On Jul 3, 2012, at 9:07 AM, Brendan Eich wrote:

> Russell Leggett wrote:
>> ...
>> 
>> 
>> The spec states: "When the splice method is called with two or more 
>> arguments..." - therefore, a.splice(2); leads to unspecified behavior.

Technically that's not correct.  The introduction to chapter 15 says:

"Unless otherwise specified in the description of a particular function, if a 
function or constructor described in this clause is given fewer arguments than 
the function is specified to require, the function or constructor shall behave 
exactly as if it had been given sufficient additional arguments, each such 
argument being the undefined value."

So, if the second argument is not specified it is treaded as the value 
undefined and ToInteger(undefined) is 0.





>> If you look at the MDN docs 
>> <https://developer.mozilla.org/en/JavaScript/Reference/Global_Objects/Array/splice>,
>>  splice called with only a single argument removes until the end of the 
>> array, similar to the substring method.
>> 
>>    "If no howMany parameter is specified (second syntax above, which is a 
>> SpiderMonkey extension), all elements after index are removed."
>> 
>> Basically, what is happening here is that everyone else accepted the 
>> spidermonkey extension, but technically because it is unspecified, browsers 
>> can do what they want and still be considered compliant. Perhaps it is 
>> something which should be *added* to the spec.

No, technically, all the browsers except for IE deviate from the specification 
and it has been specified that way since the function was introduced in ES3.

> 
> Causality was the other way, of course: I implemented splice in SpiderMonkey 
> in 1997 based on Perl 4:
> 
> http://perldoc.perl.org/functions/splice.html
> 
> and indeed it handles omitted OFFSET and LENGTH the same. IE8 is just defying 
> a de-facto standard, news at 11 :-P.

and I have no idea why ES3 did not codify the FF implementation.  Prior to the 
emergence of Safari and Chrome it probably would have been a stretch to say 
that the FF behavior was a de facto standard and it is always tricky for 
implementors to navigate through situations where there is divergence between 
the de jour and de facto standards. 
> 
> Agree we should codify this in ES6.

Agreed, the ES6 standards and implementations should get aligned on this.  In 
theory it could go either way, but in this case changing the standard to match 
the majority of implementations seems like the reasonable thing to do.

Does somebody want to file a bug so we can track this?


[EXERCISE DESCRIPTION]
Would you please set down, word for word, the lines from the one with "This screenshot has" through the final line of the data below, omitting any pictures?

====== DATA

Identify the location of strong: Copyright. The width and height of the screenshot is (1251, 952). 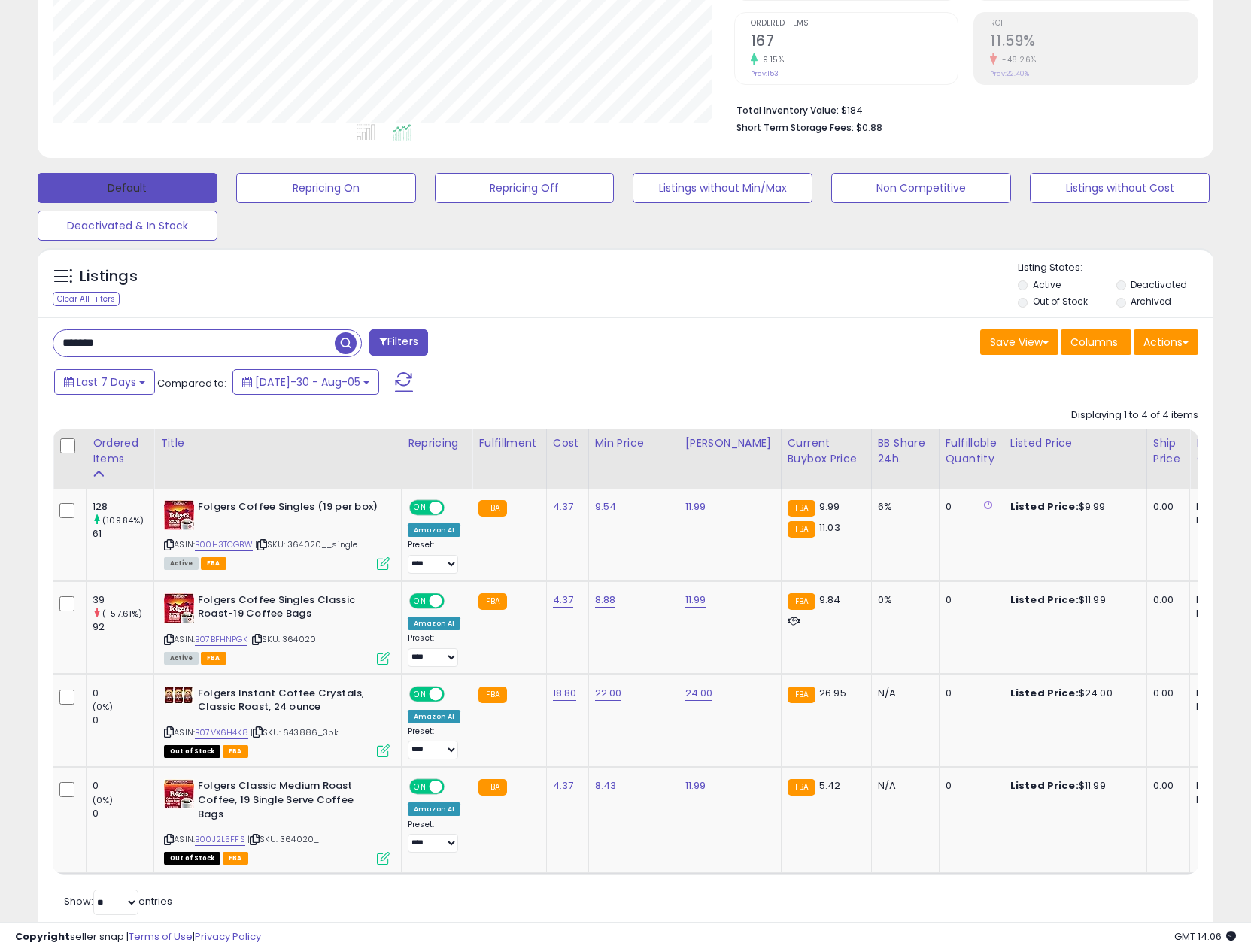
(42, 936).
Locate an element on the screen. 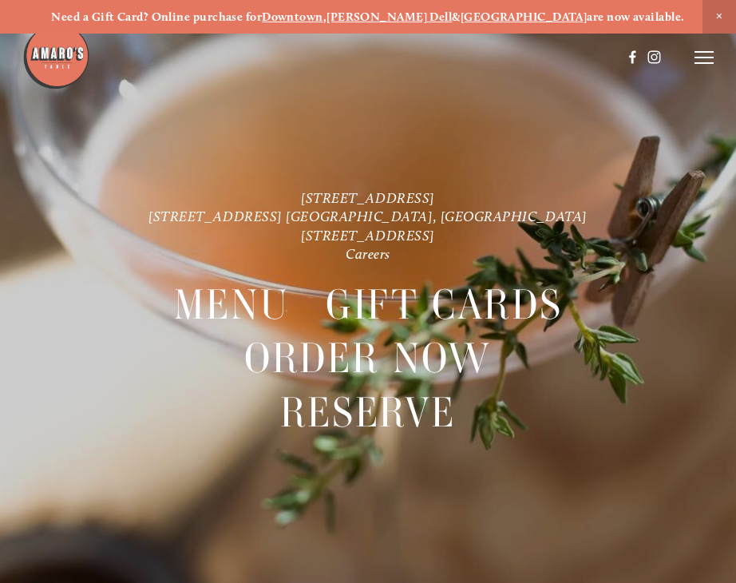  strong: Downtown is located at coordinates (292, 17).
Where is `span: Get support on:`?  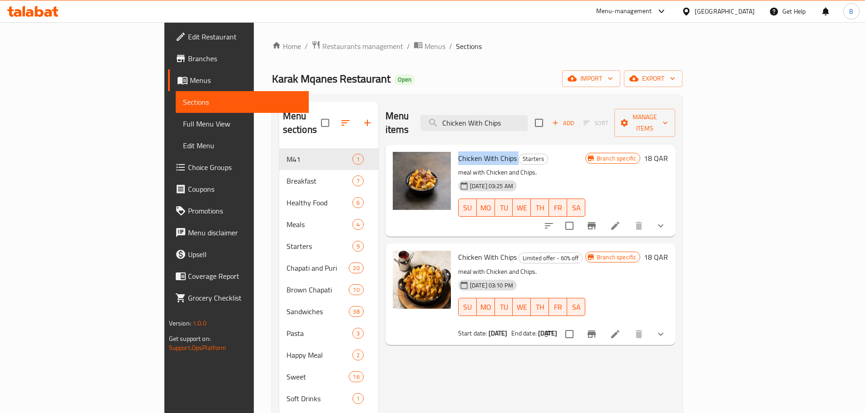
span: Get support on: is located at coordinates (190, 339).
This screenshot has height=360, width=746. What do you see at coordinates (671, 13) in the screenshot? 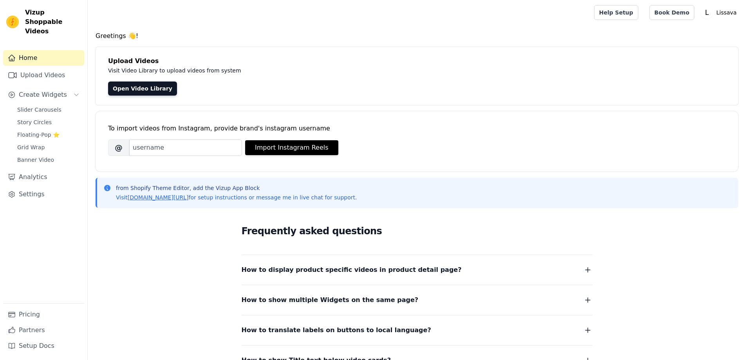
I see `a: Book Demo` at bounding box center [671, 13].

============

[RESPONSE FOR THIS EXERCISE]
This screenshot has height=360, width=746. What do you see at coordinates (671, 13) in the screenshot? 
I see `a: Book Demo` at bounding box center [671, 13].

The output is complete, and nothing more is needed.